After 12 long weeks of studying, I finally sat for my Step 1 exams. While I won’t know my score for at least another month, it’s nice to know that I’ve put one of the biggest chapters of my medical school career behind me.
The last 2 weeks of studying were particularly brutal. This is when exhaustion and apathy make the final bits of studying feel futile. After 2 Q Banks, thousands of flash cards, and hundreds of pages of First Aid, and many hours watching videos through Osmosis, I felt as if I’d learned all the information, and that I was simply trying to prevent me forgetting old information.
Taking the test itself too was physically draining. You have 8 hours (seven 1-hour blocks, and a 1-hour break), which in itself required training. Just learning how to sit and focus without stress or anxiety is tiring. If you stress too hard during the first block, by the last one you are too tired to focus. After going through the roller coaster of emotions during the independent study period, this is how I felt during the actual exam:
The first 3 blocks I felt great. Each section I finished early, but not too early, so I could have at least a 5-minute break after every block. Yep, even the first one. You gotta keep your bladder empty. Section 2 I took a 10-minute break, and 5 minutes for section 3. Step felt manageable.
And then I was hit by the 4th block. Perhaps it was the endurance of the test, or perhaps it was the quality of questions I got that block, but I left that block requiring a much longer break (20 minutes) to just breath, focus and refuel with lunch. This lead to a solid 5th block.
The last 2 blocks, however, were a blur, and no matter how much training and studying, physically you are just wiped. By the 7th block, when I finished my questions, I just let the timer run out rather than end early. I could not give any more.
By the time I got home, I was able to hang out with some of my good friends and not talk about the exam as I let myself decompress (I’m still decompressing).
Did I do as well as I wanted? Who knows. Did I do the best I could in that very moment? Absolutely. I don’t think I could say otherwise.
So now I get to enjoy a week off with family and friends before I start my first rotation in psychiatry. I’ll be heading to San Francisco to complete it, so it’ll be nice to see medicine in an urban context.
While step 1 was probably the hardest of the 3 step exams it wasn’t really all that bad. It was certainly was much easier than my written board exam and orders of magnitude less stressful than my oral boards.
Everyone has a slightly different approach to studying and at some point the returns do significantly diminish. Studying beyond that point does not really help and a student is better off getting some exercise or doing something else that they find pleasurable, then returning to their studies refreshed.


▶ **YOUR ASSIGNMENT**: Retype the opening lines of the listing below, ending with the line that contains "Image is 225x378 pixels.", and leave out any pictures.

+--

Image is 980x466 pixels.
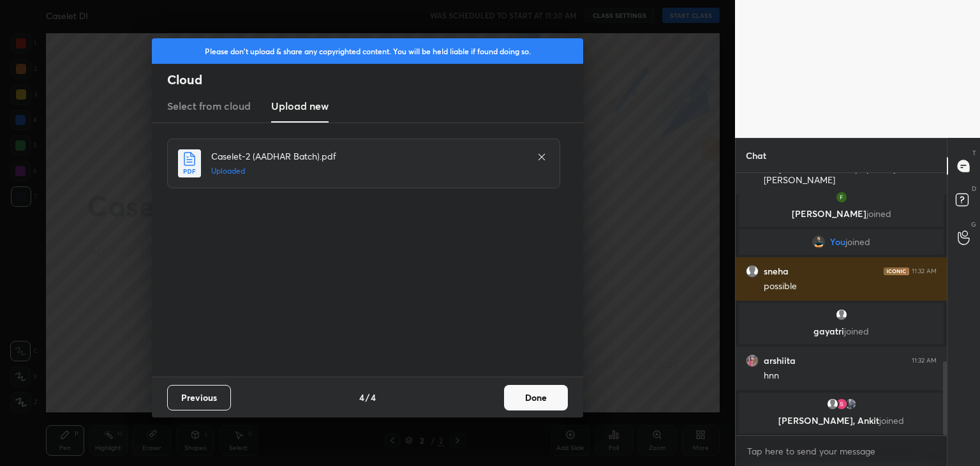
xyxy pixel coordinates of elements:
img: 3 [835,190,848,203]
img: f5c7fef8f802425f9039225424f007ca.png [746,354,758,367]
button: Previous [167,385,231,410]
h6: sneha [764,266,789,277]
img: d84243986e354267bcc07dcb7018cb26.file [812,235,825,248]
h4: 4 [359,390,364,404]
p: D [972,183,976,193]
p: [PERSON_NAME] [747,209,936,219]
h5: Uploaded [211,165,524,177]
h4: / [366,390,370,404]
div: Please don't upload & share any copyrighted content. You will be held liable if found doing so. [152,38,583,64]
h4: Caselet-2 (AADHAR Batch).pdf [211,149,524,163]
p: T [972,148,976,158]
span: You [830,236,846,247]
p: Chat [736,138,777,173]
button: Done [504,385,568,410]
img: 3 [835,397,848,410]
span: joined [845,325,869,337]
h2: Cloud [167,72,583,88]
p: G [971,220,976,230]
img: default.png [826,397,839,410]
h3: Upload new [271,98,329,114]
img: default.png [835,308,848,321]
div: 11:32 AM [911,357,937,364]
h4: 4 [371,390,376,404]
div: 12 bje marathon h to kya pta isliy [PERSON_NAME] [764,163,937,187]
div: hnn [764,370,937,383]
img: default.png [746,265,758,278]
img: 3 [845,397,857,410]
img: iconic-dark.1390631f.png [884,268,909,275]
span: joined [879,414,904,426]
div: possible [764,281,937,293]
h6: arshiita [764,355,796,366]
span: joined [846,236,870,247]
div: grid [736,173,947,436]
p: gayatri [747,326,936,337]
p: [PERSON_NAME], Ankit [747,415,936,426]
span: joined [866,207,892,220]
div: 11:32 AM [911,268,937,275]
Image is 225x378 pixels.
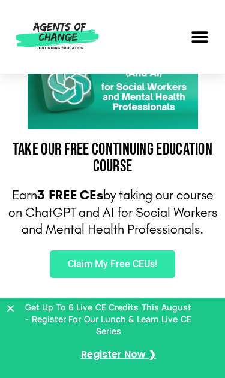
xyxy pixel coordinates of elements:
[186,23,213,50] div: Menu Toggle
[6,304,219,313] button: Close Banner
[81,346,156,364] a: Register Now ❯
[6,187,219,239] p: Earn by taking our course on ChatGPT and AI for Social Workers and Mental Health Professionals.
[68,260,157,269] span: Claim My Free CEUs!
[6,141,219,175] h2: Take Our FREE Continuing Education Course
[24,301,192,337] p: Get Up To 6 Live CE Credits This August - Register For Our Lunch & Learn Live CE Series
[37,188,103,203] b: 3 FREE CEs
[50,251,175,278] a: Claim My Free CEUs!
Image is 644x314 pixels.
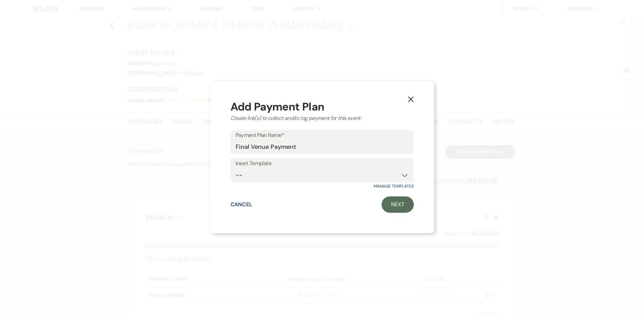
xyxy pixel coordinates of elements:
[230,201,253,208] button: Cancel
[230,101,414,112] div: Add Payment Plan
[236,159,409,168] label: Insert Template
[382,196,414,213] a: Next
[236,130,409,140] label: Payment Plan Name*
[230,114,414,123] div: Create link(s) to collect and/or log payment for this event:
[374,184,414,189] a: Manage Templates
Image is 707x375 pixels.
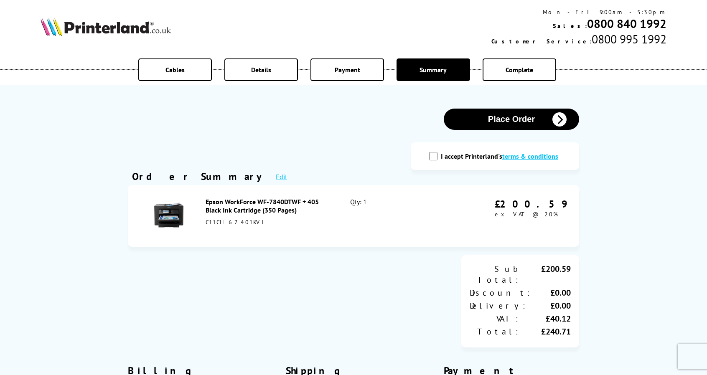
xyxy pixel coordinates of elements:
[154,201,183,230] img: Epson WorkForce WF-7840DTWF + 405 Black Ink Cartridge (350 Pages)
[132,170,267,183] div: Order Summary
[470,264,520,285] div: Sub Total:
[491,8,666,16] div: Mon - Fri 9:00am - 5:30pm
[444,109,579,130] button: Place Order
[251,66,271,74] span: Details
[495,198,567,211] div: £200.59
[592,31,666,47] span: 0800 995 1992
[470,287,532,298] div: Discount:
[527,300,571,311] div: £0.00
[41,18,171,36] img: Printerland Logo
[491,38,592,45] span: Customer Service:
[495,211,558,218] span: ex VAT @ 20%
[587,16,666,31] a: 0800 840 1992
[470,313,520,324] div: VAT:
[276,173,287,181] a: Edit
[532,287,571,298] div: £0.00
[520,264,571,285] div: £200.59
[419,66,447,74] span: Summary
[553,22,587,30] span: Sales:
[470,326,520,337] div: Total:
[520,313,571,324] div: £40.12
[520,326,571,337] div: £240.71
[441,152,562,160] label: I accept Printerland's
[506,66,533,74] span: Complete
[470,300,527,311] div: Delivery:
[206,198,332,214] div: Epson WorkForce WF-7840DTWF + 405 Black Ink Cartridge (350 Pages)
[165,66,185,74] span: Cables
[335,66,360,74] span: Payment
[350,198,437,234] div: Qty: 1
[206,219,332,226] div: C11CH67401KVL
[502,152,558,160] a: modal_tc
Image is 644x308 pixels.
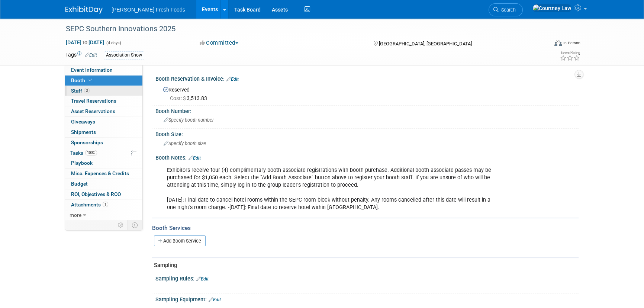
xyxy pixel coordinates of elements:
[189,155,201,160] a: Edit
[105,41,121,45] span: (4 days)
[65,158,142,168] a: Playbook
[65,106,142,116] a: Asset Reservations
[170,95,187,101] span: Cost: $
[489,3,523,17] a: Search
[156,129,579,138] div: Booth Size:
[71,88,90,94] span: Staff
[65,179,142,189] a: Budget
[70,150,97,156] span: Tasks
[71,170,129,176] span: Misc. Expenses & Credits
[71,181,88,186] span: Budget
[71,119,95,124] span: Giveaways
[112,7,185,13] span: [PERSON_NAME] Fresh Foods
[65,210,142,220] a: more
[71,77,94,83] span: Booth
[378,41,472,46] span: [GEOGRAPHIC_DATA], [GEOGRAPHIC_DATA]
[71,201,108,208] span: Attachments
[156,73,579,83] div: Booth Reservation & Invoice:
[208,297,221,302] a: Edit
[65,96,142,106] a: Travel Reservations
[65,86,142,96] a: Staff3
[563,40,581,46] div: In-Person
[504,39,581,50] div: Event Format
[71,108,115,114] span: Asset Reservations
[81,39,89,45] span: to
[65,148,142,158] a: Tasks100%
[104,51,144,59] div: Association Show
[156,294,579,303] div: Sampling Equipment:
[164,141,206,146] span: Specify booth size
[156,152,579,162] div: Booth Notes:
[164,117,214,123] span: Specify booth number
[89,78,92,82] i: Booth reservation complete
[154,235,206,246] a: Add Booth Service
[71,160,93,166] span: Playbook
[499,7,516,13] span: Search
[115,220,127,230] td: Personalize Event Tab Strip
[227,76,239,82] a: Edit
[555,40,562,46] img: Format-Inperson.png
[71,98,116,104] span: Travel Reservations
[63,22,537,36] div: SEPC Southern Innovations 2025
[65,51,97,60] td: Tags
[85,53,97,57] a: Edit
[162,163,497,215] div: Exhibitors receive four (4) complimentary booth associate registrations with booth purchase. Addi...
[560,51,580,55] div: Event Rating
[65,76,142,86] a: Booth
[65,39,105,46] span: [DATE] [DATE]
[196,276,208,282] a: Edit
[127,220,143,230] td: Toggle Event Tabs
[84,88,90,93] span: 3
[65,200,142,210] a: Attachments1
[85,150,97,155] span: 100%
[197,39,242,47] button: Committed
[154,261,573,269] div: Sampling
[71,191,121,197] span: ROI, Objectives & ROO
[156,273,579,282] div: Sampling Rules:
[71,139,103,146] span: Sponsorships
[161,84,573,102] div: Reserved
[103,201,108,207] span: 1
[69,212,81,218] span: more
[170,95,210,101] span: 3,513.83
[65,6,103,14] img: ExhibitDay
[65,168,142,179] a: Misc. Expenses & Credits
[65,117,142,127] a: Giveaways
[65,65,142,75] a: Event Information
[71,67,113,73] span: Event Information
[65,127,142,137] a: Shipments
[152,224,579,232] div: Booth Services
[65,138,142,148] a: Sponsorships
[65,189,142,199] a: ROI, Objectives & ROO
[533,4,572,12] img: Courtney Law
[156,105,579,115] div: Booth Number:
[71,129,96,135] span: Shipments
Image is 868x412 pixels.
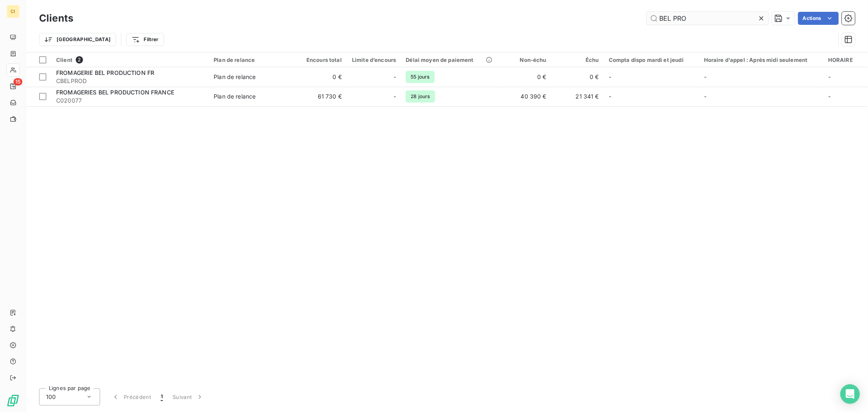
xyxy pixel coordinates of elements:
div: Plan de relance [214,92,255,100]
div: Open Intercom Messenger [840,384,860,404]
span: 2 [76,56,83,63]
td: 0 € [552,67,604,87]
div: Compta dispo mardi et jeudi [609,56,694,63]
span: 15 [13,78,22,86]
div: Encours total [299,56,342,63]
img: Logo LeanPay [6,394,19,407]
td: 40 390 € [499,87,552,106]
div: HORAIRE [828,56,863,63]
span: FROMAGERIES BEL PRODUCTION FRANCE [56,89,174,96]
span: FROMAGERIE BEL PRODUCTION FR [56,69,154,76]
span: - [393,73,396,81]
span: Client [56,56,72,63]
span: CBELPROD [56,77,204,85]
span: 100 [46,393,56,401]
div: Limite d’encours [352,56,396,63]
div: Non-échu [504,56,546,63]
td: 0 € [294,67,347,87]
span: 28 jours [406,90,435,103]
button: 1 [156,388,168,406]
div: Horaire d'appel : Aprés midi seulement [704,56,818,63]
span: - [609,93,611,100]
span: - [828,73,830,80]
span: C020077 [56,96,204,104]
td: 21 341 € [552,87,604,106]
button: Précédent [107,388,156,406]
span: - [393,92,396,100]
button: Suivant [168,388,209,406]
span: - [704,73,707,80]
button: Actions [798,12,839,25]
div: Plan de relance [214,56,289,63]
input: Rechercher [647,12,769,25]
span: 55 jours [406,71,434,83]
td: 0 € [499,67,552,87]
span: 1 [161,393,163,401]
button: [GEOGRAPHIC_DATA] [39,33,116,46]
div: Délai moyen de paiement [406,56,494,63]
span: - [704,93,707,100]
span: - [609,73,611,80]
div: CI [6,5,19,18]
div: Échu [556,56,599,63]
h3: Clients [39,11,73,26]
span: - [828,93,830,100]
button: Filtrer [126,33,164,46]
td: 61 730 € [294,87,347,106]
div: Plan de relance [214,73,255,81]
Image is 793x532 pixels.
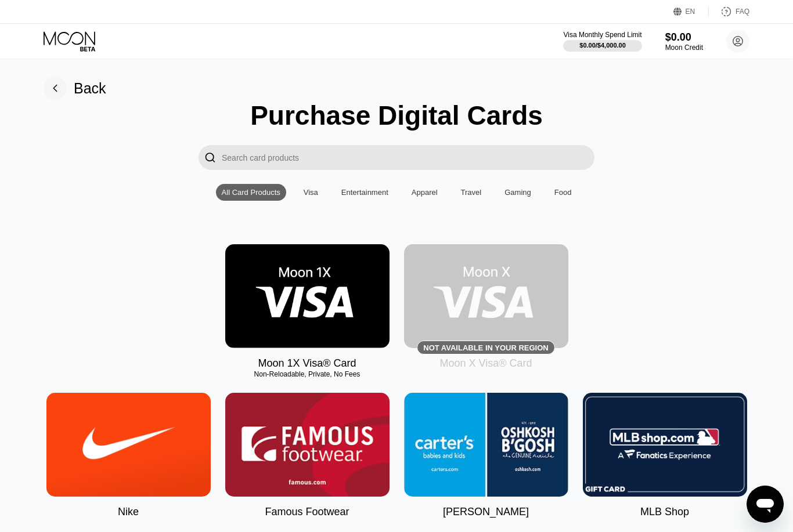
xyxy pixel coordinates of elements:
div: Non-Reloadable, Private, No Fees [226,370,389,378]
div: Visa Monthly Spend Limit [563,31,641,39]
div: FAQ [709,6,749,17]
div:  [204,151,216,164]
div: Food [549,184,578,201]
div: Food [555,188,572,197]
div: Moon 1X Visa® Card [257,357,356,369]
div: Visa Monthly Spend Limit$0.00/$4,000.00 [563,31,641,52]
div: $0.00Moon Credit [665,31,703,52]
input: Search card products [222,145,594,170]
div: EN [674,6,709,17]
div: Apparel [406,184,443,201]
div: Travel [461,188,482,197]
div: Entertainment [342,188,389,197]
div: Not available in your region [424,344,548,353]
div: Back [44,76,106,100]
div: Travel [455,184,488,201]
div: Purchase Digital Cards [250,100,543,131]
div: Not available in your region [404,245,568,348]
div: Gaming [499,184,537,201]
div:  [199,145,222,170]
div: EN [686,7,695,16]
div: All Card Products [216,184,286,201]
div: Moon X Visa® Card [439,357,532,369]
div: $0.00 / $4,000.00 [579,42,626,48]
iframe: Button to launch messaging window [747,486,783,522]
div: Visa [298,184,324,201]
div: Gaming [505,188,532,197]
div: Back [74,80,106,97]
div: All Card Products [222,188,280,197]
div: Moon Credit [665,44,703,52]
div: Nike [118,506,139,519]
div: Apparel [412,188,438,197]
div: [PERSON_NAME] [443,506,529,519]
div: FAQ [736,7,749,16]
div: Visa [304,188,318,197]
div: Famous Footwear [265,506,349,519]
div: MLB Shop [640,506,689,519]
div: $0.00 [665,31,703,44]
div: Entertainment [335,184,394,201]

+--

▶ **TASK RESULT**:
Image is 980x466 pixels.
xyxy pixel coordinates of elements:
img: 3 [835,190,848,203]
img: f5c7fef8f802425f9039225424f007ca.png [746,354,758,367]
button: Previous [167,385,231,410]
h6: sneha [764,266,789,277]
img: d84243986e354267bcc07dcb7018cb26.file [812,235,825,248]
h4: 4 [359,390,364,404]
p: D [972,183,976,193]
p: [PERSON_NAME] [747,209,936,219]
h5: Uploaded [211,165,524,177]
h4: / [366,390,370,404]
div: Please don't upload & share any copyrighted content. You will be held liable if found doing so. [152,38,583,64]
h4: Caselet-2 (AADHAR Batch).pdf [211,149,524,163]
p: T [972,148,976,158]
span: You [830,236,846,247]
p: Chat [736,138,777,173]
button: Done [504,385,568,410]
img: 3 [835,397,848,410]
span: joined [845,325,869,337]
h2: Cloud [167,72,583,88]
p: G [971,220,976,230]
img: default.png [826,397,839,410]
h3: Upload new [271,98,329,114]
img: default.png [835,308,848,321]
div: 11:32 AM [911,357,937,364]
h4: 4 [371,390,376,404]
div: 12 bje marathon h to kya pta isliy [PERSON_NAME] [764,163,937,187]
div: hnn [764,370,937,383]
img: default.png [746,265,758,278]
img: 3 [845,397,857,410]
img: iconic-dark.1390631f.png [884,268,909,275]
span: joined [879,414,904,426]
div: possible [764,281,937,293]
h6: arshiita [764,355,796,366]
span: joined [846,236,870,247]
div: grid [736,173,947,436]
p: gayatri [747,326,936,337]
p: [PERSON_NAME], Ankit [747,415,936,426]
span: joined [866,207,892,220]
div: 11:32 AM [911,268,937,275]
Image is 225x378 pixels.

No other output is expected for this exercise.